I have an old server running Debian 4 with RAID1 powering 7 VMs. This old machine is using VMware Server since 2008 with 2 GB of RAM, which is sufficient in performance. So I think for small machines, ZFS is a too mighty FS eating too much resources. All the nice management features and intelligence is maybe a bit extreme overkill to little "baby servers"... :-(

Cheers,
Christian
 
Thanks mate,

I got the hint for ARC limiting and defined it with max 2GB. This let to the situation that the system was running stable but quite slow.
After upgrading to 16GB of RAM, I enlarged the ARC to 4GB, what made working significantly more comfortable. But I'm afraid it's only for four maybe five VMs with low workload.
The swappiness I haven't tuned up to now, but I will try to do so. Thanks for the hint.

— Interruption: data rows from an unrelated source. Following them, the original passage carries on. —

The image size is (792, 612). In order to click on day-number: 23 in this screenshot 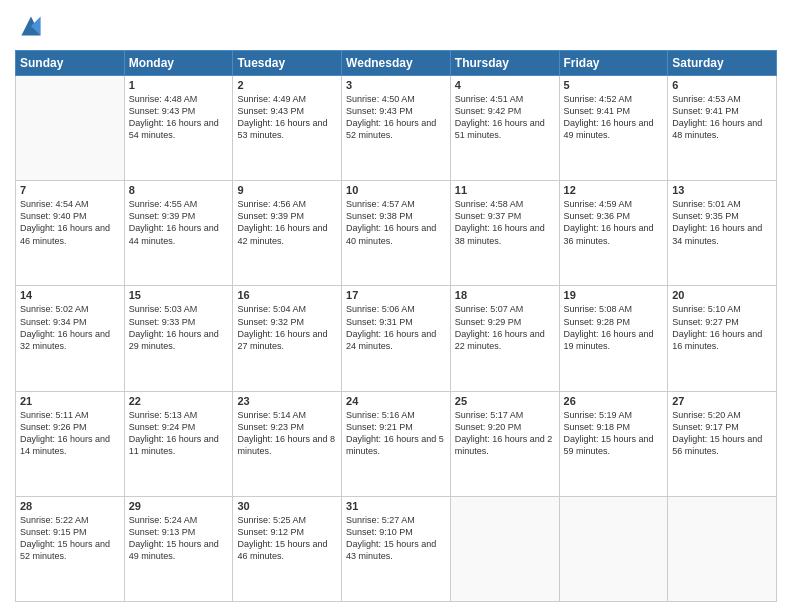, I will do `click(287, 401)`.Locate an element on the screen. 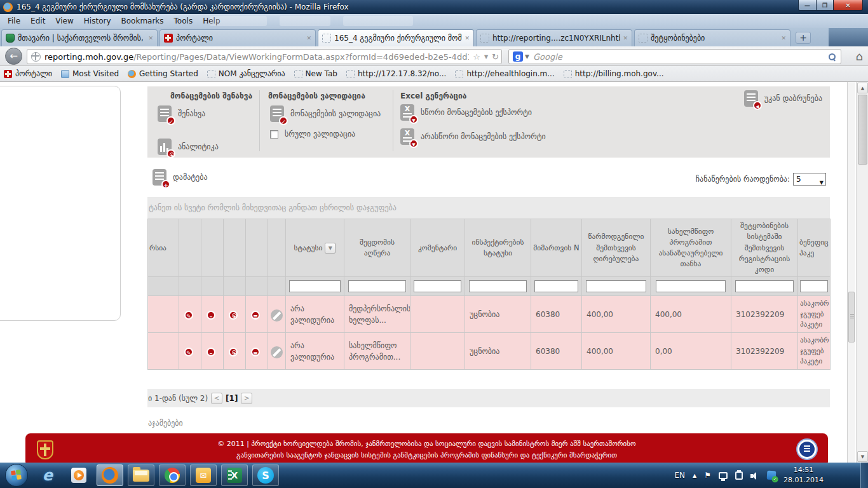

I'm working on my big machine where I decided to go to 64GB (coming from 32) and introducing Samsung SM863a SSDs for ZIL and L2ARC. This should then accelerate the system dramatically. I hate spending all the money, but the big machine will get ZFS running, by any means. ;-)
The small one I will most probably try to setup a Debian 9 using software RAID1 and then install Proxmox on top.
I have an old server running Debian 4 with RAID1 powering 7 VMs. This old machine is using VMware Server since 2008 with 2 GB of RAM, which is sufficient in performance. So I think for small machines, ZFS is a too mighty FS eating too much resources. All the nice management features and intelligence is maybe a bit extreme overkill to little "baby servers"... :-(

Cheers,
Christian
Thanks for your feedback, the only reason i'm testing zfs is because of the ability to do a vm replica in a second node as a disaster recovery but without zfs is not possible( If i understood correct)
 
So I just added 5G SLOG and 128G L2ARC on a SM863a at the big machine. The acceleration is dramatical from the first second on. IO delay is even with 3 VM booting at the same time less than 10% most of the time even less than 2%. Perfect!
I think I give the smal machine a try with a M2-SSD and no mirror. I think for the small one this will be okay money-wise and maybe the performance is then sufficient with an ARC of 4GB.